Advertisement
Advertisement
United States
Get more with myNEWS
A personalised news feed of stories that matter to you
Learn more
Spotify podcaster Joe Rogan. Photo: AP

Spotify’s Joe Rogan apologises for racial slurs after video surfaces

  • The video compilation showed Rogan using racial slurs in clips of episodes over a 12-year span
  • In a video posted on his Instagram account, Rogan, who hosts a podcast called The Joe Rogan Experience, said the clips were ‘taken out of context’

Spotify’s popular US podcaster Joe Rogan apologised on Saturday after a video compilation surfaced that showed him using racial slurs in clips of episodes over a 12-year span.

In a video posted on his Instagram account, Rogan, who hosts a podcast called The Joe Rogan Experience, said his use of the slurs was the “most regretful and shameful thing that I’ve ever had to talk about publicly.” But he said the clips were “taken out of context.”

“It’s not my word to use. I am well aware of that now, but for years I used it in that manner,” he said during the six-minute video on his Instagram account. “I never used it to be racist because I’m not racist.”

India. Arie arrives at the Grammy Awards in New York in 2018. Photo: AFP / Getty Images / TNS

Rogan’s mea culpa follows Grammy award-winning singer-songwriter India. Arie’s announcement on Thursday that she was removing her music from the Spotify streaming service because of racial slurs that Rogan had made during his podcasts. She posted the video montage of Rogan’s clips on her Instagram account. In one clip,

In her video, Arie said even if some of Rogan’s conversations were taken out of context, “he shouldn’t be uttering the word.”

“Don’t even say it under any context,” she said.

Rogan’s apology comes as Spotify is promising to combat the spread of Covid-19 misinformation as part of a damage-control campaign sparked by musician Neil Young, who called out the streaming service’s top podcaster for magnifying vaccine scepticism.
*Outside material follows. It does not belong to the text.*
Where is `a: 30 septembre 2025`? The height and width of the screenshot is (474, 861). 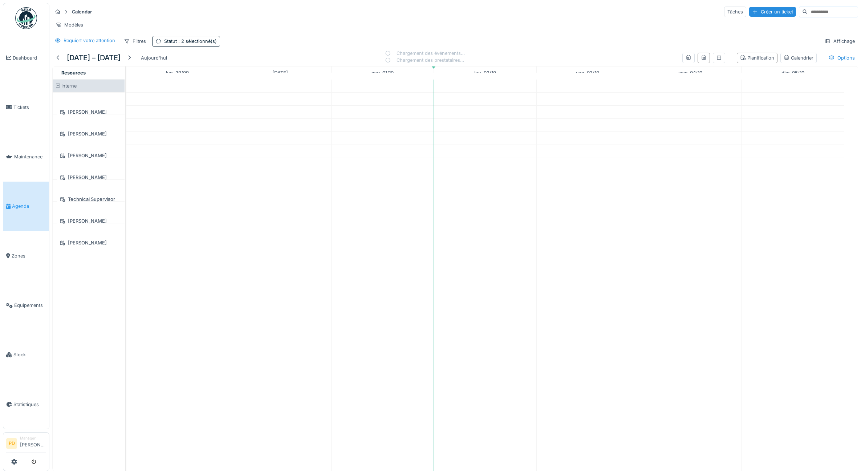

Last Sunday, Spotify said it will soon add a warning before all podcasts that discuss Covid-19, directing listeners to factual, up-to-date information from scientists and public health experts. The company also aims to bolster transparency about its publishing decisions by laying out the rules it uses to protect users’ safety.

Spotify garnered 31 per cent of the 524 million worldwide music stream subscriptions in the second quarter of 2021, more than double that of second-place Apple Music, according to Midia Research. Spotify isn’t always popular with musicians, many of whom complain that it does not pay them enough for their work.

Arie said on her video that Spotify is built on the back of the music streaming business and that it uses that money to reward Rogan in a lucrative deal. She said she does not want to generate money that pays for the podcaster.

“Just take me off,” she said.

Spotify did not respond immediately for request for comment.